Political commentary comes to campus in "Drunk Enough"
Three screens flashing facts about the United States’ involvement in wars over the past two decades. A bar with audience members seated behind it. Cast members wandering through the aisles, offering drinks to the 40 or so attendees. From these details alone, the audience could tell that “Drunk Enough To Say I Love You?” would not be a typical play.
The Artists’ Theater of Boston’s production of “Drunk Enough,” written by Caryl Churchill, played last weekend at the Spingold Theater Center’s Merrick Theater. It followed six characters, half named Sam and half named Guy. According to the program, the characters named Guy represented U.S. citizens, while the characters named Sam represented the U.S. The program noted that “[Sam] can’t simply be reduced to any single individual.” Therefore, the play incorporated videos of political speeches and quotations from political higher-ups, like CIA directors, to add to Sam’s voice.
The show opened with a movement piece performed by Bronte Velez ’16. In the question-and-answer session after the play, Velez clarified that she wrote the spoken-word piece and shot the video that accompanied her dance. The piece’s spoken word story followed a black woman who played a game with a white child at a bar, drunkenly tried to drive home and, after knocking on the door of a nearby house for help, was shot. Velez exemplified the shot by hinging backwards and sliding across the floor on her back.
Most of the dialogue consisted of characters speaking in half-sentences, reading out statistics or saying words related to American ideals such as “freedom” and contrasting them with words describing American defensive actions such as “sanctions.” In the talkback, an audience member commented on this dynamic, noting that the play rarely used personal pronouns and that characters mostly spoke in eroticized political language.
The play frequently referred to Vietnam as a subject of the characters’ conversations. An early scene focused on problematizing U.S. anti-communist propaganda in the age of the Vietnam War. The scene involved Guy 1 and Sam 1, played by the Artists’ Theater of Boston’s Will Jobs and Tony Rios, respectively. Rios noted that the U.S. could use anti-communist posters to manipulate voters by implying that communism would endanger their children, thereby prompting voters to support U.S. military operations against communist countries. The pair also mentioned syndicated articles, alluding to allegations that the media manipulated the public in the 1960s to garner support for U.S. involvement in the Vietnam War.
Following this scene, another couple spoke of American intervention in the Middle East in a similar tone. Sam 3, played by Paola Ferrer, and Guy 3, played by Anneke Reich, discussed the prospect of invading countries for economic reasons, like access to oil, and of using the terrorist-freedom fighter dichotomy to cover this morally gray motivation.
At times, the play’s symbolism felt unclear. For instance, one scene had the female characters lip-sync to Taylor Swift’s “Shake it Off” while images of pop-culture icons appropriating black culture — Miley Cyrus wearing a grill, Katy Perry in cornrows, etc. — flashed on-screen behind them. Was the scene pointing out how pop culture could distract from political events? Or was it comparing the way white celebrities used the products of other cultures to the way economically-motivated American military operations use the resources from countries with populations of color? Any number of meanings could be applied. However, this scene revealed one of the best parts of the play — its ambiguity.
Overall, the play was a litmus test for how politically informed and/or skeptical a viewer was. That scenes had ambiguous meanings and that some of the political terms struck the audience as unfamiliar furthered the play’s goal of showing how U.S. actions have impacts that are less logical and farther-reaching than many of its citizens would suspect.
The minor in Creativity, the Arts, and Social Transformation; the Office of the Dean of Arts and Sciences; the department of English; the Mandel Center for the Humanities; the minor in Sexuality and Queer Studies; the program in Social Justice and Social Policy; the department of Theater Arts; and the Women’s, Gender, and Sexuality Studies program sponsored the show.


» **REQUIRED ACTION**
Within the entries below, find the lines that hold "have" and report only how many there are.

══════

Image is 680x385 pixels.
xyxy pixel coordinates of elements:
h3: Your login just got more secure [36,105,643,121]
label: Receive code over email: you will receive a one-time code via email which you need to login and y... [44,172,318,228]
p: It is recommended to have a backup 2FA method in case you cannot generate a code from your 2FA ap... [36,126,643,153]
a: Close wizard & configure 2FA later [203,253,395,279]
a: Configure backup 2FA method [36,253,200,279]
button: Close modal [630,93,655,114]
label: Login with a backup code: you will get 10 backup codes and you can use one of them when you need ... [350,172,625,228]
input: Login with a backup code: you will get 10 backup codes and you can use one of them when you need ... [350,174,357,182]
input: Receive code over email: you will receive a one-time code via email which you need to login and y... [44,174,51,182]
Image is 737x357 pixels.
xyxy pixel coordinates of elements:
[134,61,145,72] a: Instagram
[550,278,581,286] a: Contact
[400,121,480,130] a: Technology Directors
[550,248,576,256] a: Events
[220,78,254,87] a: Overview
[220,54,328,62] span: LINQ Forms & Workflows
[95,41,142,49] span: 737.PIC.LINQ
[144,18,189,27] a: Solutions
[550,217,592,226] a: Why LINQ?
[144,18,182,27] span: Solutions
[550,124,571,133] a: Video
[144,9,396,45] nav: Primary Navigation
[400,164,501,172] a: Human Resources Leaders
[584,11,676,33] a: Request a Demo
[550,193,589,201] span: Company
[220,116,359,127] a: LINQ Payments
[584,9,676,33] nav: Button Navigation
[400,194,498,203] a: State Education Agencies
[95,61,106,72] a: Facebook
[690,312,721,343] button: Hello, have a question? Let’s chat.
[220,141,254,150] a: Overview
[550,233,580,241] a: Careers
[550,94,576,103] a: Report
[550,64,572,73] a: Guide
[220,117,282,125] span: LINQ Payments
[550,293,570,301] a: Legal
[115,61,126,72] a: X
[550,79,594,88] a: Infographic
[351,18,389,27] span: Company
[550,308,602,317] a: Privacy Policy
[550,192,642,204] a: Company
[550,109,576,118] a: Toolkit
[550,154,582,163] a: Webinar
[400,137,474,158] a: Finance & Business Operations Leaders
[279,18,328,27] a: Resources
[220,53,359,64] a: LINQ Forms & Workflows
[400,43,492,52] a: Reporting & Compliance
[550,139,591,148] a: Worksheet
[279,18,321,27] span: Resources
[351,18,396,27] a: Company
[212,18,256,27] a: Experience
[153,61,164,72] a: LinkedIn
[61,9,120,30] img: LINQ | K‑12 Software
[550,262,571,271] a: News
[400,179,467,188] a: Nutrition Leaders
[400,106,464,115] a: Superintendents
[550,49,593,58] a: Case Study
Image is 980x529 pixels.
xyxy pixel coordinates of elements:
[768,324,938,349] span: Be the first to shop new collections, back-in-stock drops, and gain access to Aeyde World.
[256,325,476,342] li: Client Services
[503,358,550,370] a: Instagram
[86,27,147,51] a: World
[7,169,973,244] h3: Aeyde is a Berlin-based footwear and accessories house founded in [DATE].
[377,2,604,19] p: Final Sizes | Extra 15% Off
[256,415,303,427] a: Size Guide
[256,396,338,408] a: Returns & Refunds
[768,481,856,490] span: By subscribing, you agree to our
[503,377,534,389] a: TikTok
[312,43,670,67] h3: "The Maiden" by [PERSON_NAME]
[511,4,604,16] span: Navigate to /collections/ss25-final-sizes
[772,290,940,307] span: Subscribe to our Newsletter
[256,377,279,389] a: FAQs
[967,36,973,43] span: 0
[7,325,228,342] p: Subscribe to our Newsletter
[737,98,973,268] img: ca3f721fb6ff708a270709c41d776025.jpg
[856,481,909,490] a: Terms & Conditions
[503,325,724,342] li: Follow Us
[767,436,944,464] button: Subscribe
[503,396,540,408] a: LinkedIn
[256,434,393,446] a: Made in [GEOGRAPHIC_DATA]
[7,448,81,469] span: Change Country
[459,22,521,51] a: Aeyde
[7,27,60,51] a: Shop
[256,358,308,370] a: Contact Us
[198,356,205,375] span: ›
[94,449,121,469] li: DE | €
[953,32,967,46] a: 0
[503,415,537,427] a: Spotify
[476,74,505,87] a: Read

══════

» **WRITTEN SOLUTION**
2